Consumptionomics: Time to Shift to the Beijing Consensus


Reading Chandran Nair's Consumptionomics was like a breath of fresh air! Nair tackles all the stultifying dogmas of market fundamentalism and shows how the West's peddling of its Washington Consensus policies over the developing world has resulted in a form of globalization that is unsustainable and will lead to further disasters beyond the financial, social and ecological crises it has unleashed.

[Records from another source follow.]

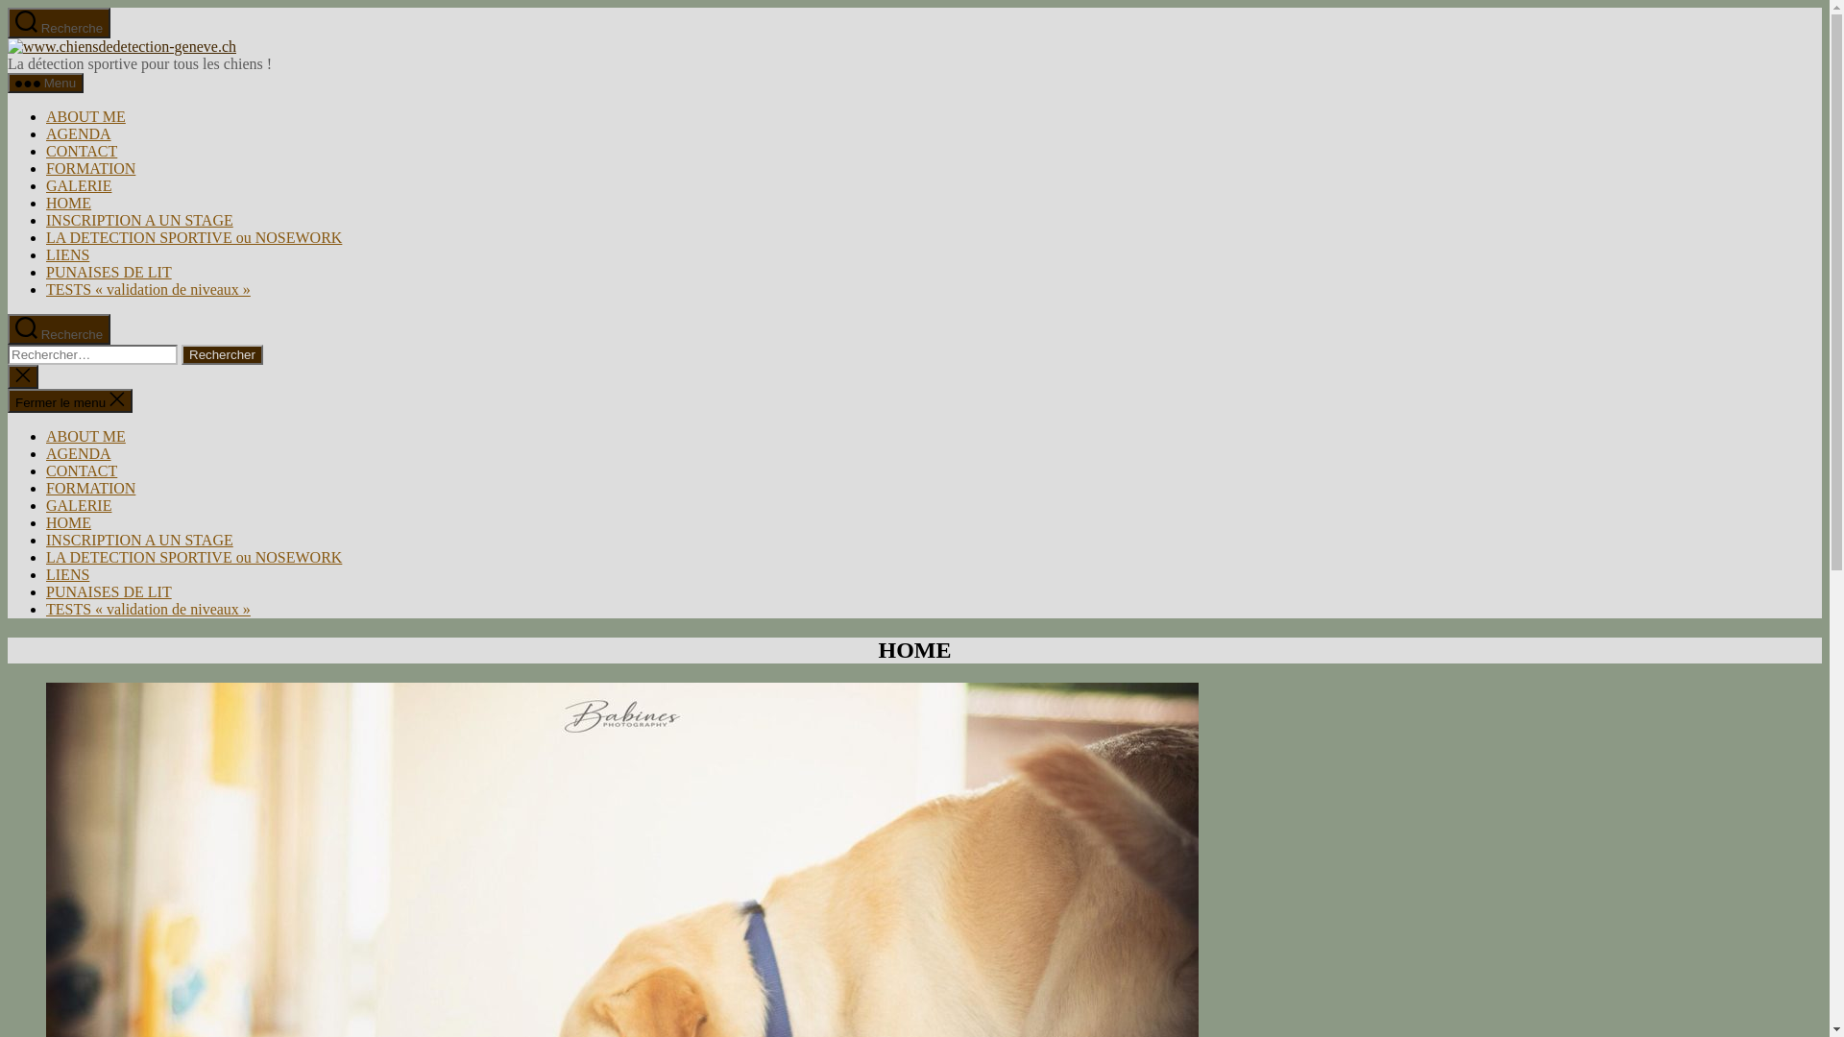 This screenshot has width=1844, height=1037. I want to click on Fermer la recherche, so click(23, 376).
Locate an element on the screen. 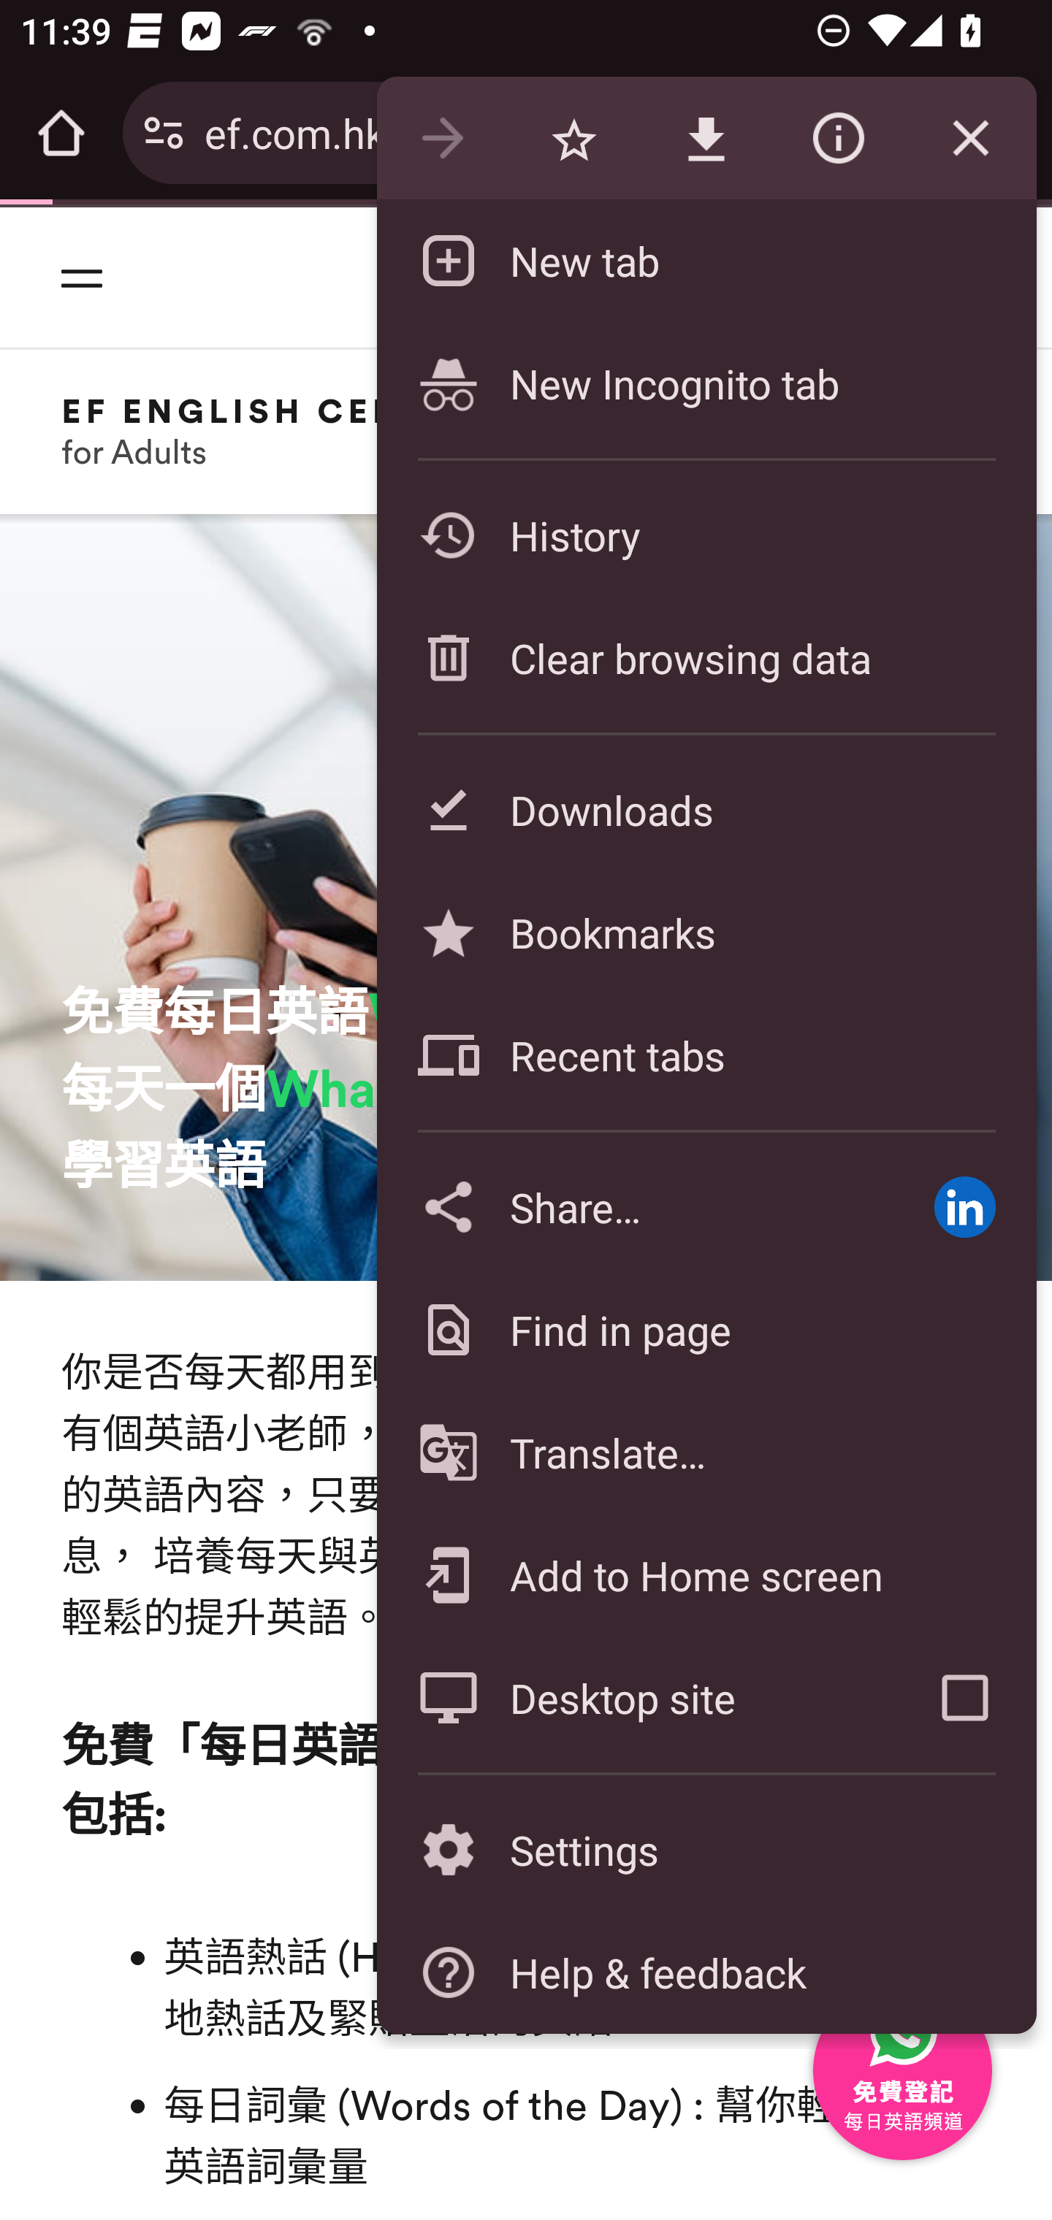 The width and height of the screenshot is (1052, 2220). Share… is located at coordinates (633, 1207).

Nair calls for Asian countries to now break with this broken Western model and move beyond economics to a more scientific basis for its own development path. While acknowledging that "trickle down economics" has brought many out of poverty, Nair asserts that its resource-intensity due to mispricing and "externalizing" of social and environmental costs makes it infeasible and destructive of other values and forms of wealth. This mis-pricing extends to national accounts where GDP also ignores externalities, includes clean-up costs and other defensive expenditures as part of national output (confusing "goods" and "bads") while omitting many forms of national wealth: well-educated workers, efficient infrastructure and productive ecosystems. This has led to mis-pricing of sovereign bonds of Ireland, Greece, Portugal and other EU countries (see "GDP: Grossly Distorted Picture").

I applaud Nair's approach. I have called for a similar reshaping of capitalism toward resource-efficiency and the transition from the fossil-fueled Industrial Era to the cleaner, green, information-rich Solar Age.

We have measured private investments in this transition since 2007 at $2 trillion. In my interview with Nair in Hong Kong, I learned that he is a green investor interested in making a positive social impact. He has founded Advantage Ventures. We hope that Nair will join our call for pension funds to shift at least 10% of their assets away from risky hedge funds, dark pools and commodity speculation to direct investments in the green sectors now growing around the world - with Asia in the lead.

I agree with Nair's risk-reduction approach and focusing investment in this transition to a more equitable resource-efficient path to our common future. To this end, Nair calls for stronger, more competent governments. Nair recommends that governments focus on curbing and down-sizing finance to its original purpose and to shift tax policies to proscribe tax waste, pollution and superfluous financial transactions. Nair emphasizes the need to encourage other activities in place of mass consumption, waste, obsolescence, based on capital and resource intensity. He rightly calls for redirecting advertising and marketing toward conservation and new forms of satisfaction.

This book slays many tottering sacred cows: "efficient markets," "rational actors," GDP-growth as well as the Washington Consensus and the dominance of faulty economics over public and private decision-making which ordinary citizens in 12 countries seem to understand (Beyond GDP). Nair might have spent more time exploring the burgeoning socially and environmentally responsible institutional investing models we cover on our site, including the UN Principles of Responsible Investing now comprising over 850 institutional investors with AUM of over $25 trillion.

Nair can also be gratified, as I am, that the Nobel family has now dissociated from the Bank of Sweden Prize in Memory of their ancestor Alfred Nobel as a fraud infringing on the Nobel's intellectual property ("The Cuckoo's Egg in the Nobel Prize Nest"). This alone should release Asian policymakers to go full steam ahead with their own resource-conserving, labor-intensive, green economy plans, as China, Korea, India, Singapore and other countries are pioneering. This book will hopefully spark a wide debate on the future development paths for our common future on this small planet.

Disclosure: I have no positions in any stocks mentioned, and no plans to initiate any positions within the next 72 hours.